People lost their livelihoods and many, who had never been in trouble before or afterwards, carried the shame of convictions. I will be making the case that the terms of reference are extended beyond one shameful day in South Yorkshire. True justice for mining communities will only be achieved when those living in them today see the same levels of opportunity and security that I had in my youth.
I am pleased that the gimmick phrase of ‘levelling up’ has been scrapped. But we need real opportunity to be built in the former coalfields so that young people regardless of their abilities are not forced to leave their homes or into insecure poorly paid work. Those who worked in the industry must also see justice themselves.

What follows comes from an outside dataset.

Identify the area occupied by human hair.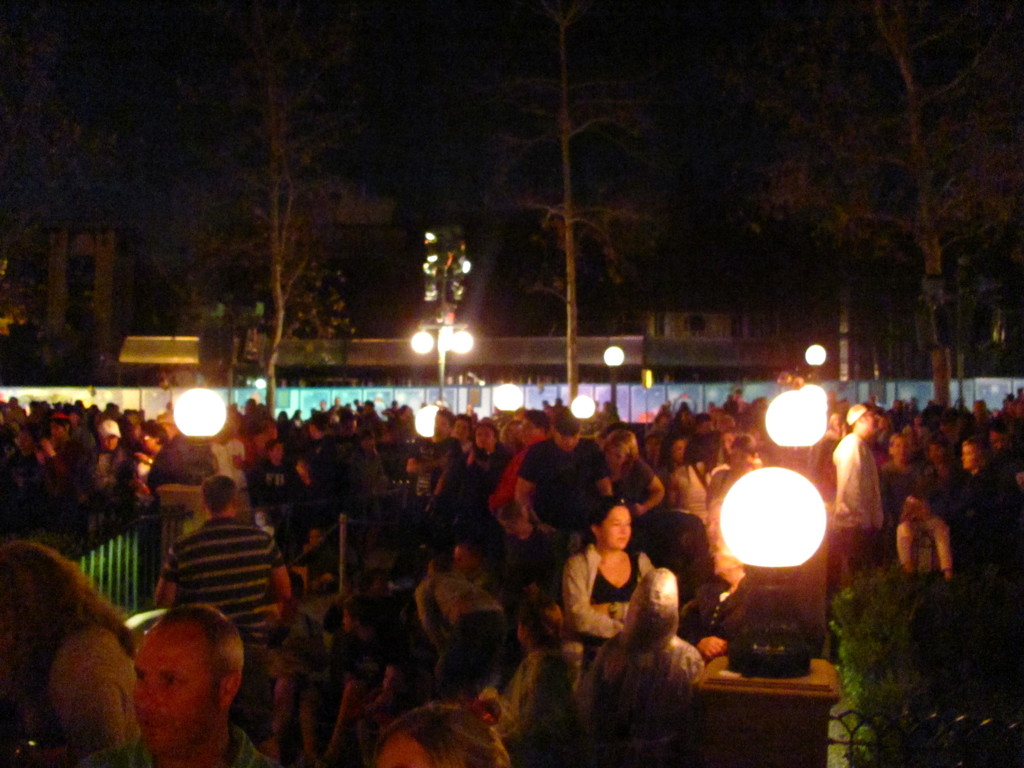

This must begin with revolutionising our health and social care system so that those living with legacy issues from the coal mining industry, disease and disablement are able to enjoy happier and healthier lives.
Committing to change
At the recent general election, Labour won a landslide on a message of change. But for too many of the thousands of people I spoke to during the campaign they just didn’t believe anything would.
We have a duty not only to those who voted for us, but to those who have lost hope in politics, that we actually deliver.
If we fail to do so, a vision of what the future could hold is playing out across the channel. Emmanuel Macron’s bland, technocratic, centrism and its failure to tackle the fundamental issues in France has led to a surge of support for the far right.
It has only been defeated by an alliance with the left and their bold, hopeful vision for the future. We should take note of this and act before it is too late.